Abstract

El presente artículo pretende revisitar aquellos lugares comunes que tuvieron lugar en el debate acerca del problema de la memoria histórica que, tras la muerte de Franco, no se pudo realizar, empañado por la ficción superadora de la transición. Como explica Francisco Caudet (2008), no basta con desenterrar muertos, asignarles un nombre y pasarlos a la memoria del pasado. Los muertos tienen familia y proyectos políticos opuestos al régimen franquista del nacionalismo católico. En este sentido, la valoración de los ensayos de Juan Benet supone ver el costado no solo crítico y teórico respecto de la ficción sino también político, aquella faceta que, por lo general, queda disociada de la producción autorial benetiana.
 
 This article seeks to revisit those common points that took place in the debate about the problem of the historical memory that, after the death of Franco, could not be realized, clouded by the fiction overcoming the transition. As Francisco Caudet (2008) explains, it is not enough to dig up dead people, assign them a name and pass them on to the memory of the past. The dead have families and political projects opposed to the Francoist regime of Catholic nationalism. In this sense, the evaluation of Juan Benet’s essays presupposes seeing the side not only critical and theoretical with respect to fiction but also political, that facet that, in general, is dissociated from the Benetian authorial production.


▸ **HOW TO COMPLETE THIS TASK**: Taking the line with "You are a GUI" as the first and the line with "This screenshot has height=835, width=1456." as the last, set down exactly every line in that range from the entries below, and no more.

▸ **Pixel coordinate grounding data**:
╭──
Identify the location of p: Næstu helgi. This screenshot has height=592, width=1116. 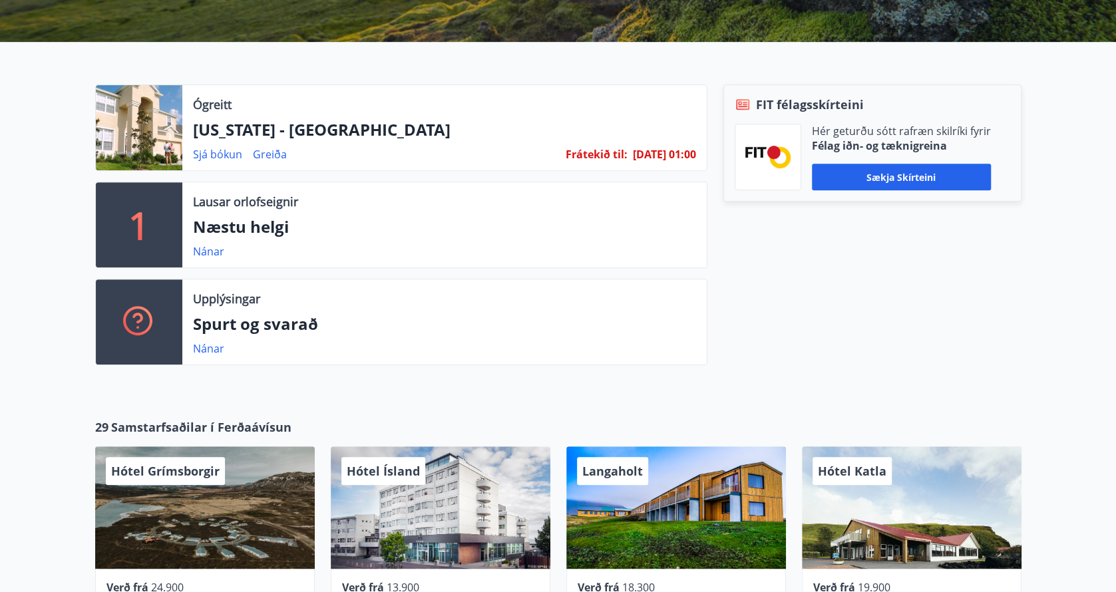
(445, 227).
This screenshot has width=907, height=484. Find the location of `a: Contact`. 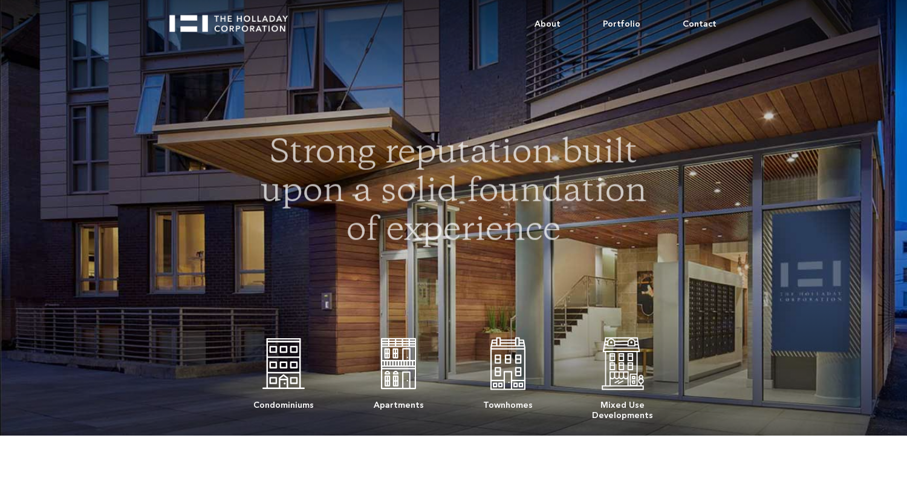

a: Contact is located at coordinates (700, 24).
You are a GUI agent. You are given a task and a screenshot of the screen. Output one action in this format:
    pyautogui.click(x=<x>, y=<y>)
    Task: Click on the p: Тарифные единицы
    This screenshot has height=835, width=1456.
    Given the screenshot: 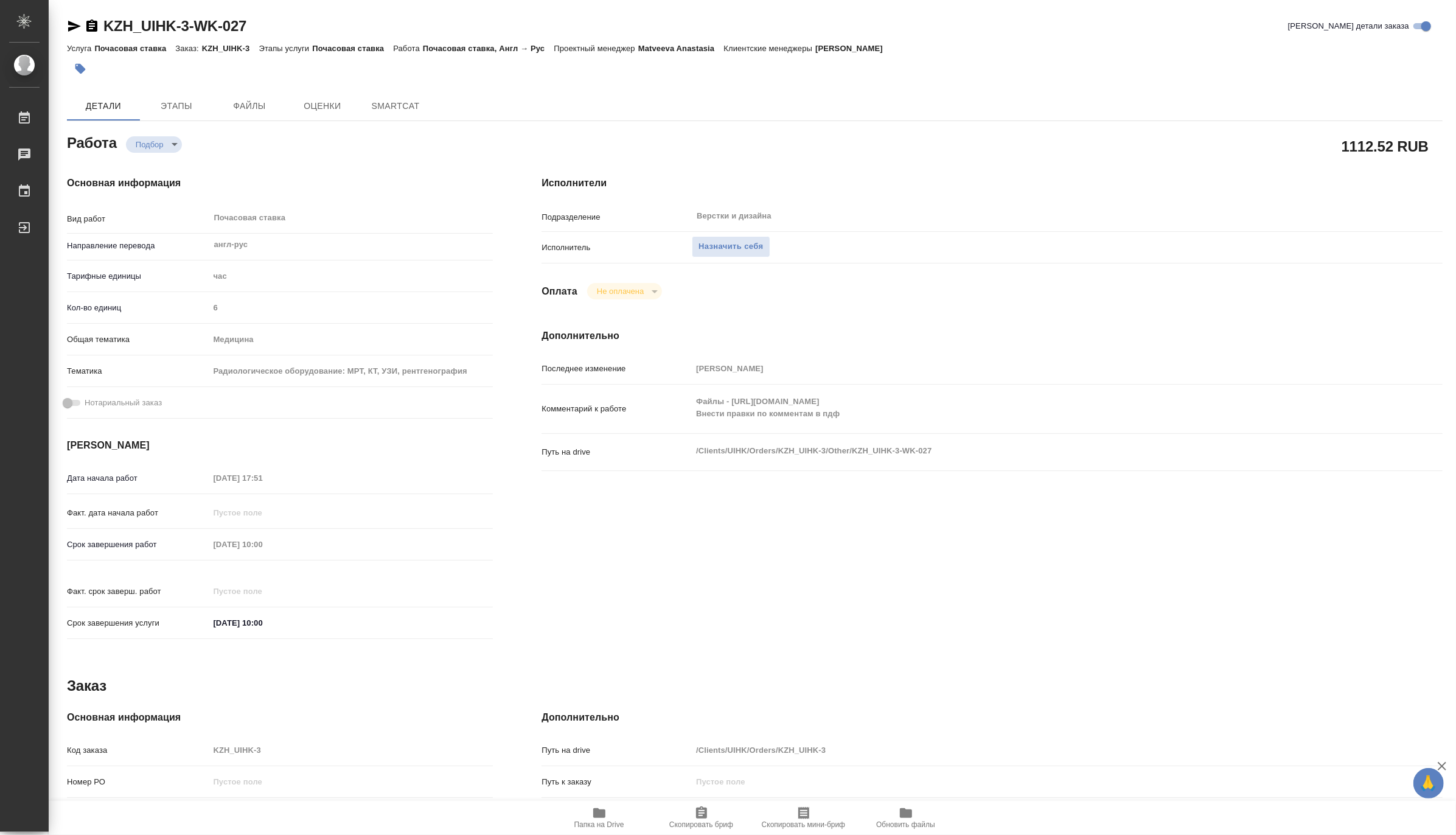 What is the action you would take?
    pyautogui.click(x=138, y=276)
╰──
▸ **EXERCISE RESULT**:
You are a GUI agent. You are given a task and a screenshot of the screen. Output one action in this format:
    pyautogui.click(x=<x>, y=<y>)
    Task: Click on the p: Тарифные единицы
    This screenshot has height=835, width=1456.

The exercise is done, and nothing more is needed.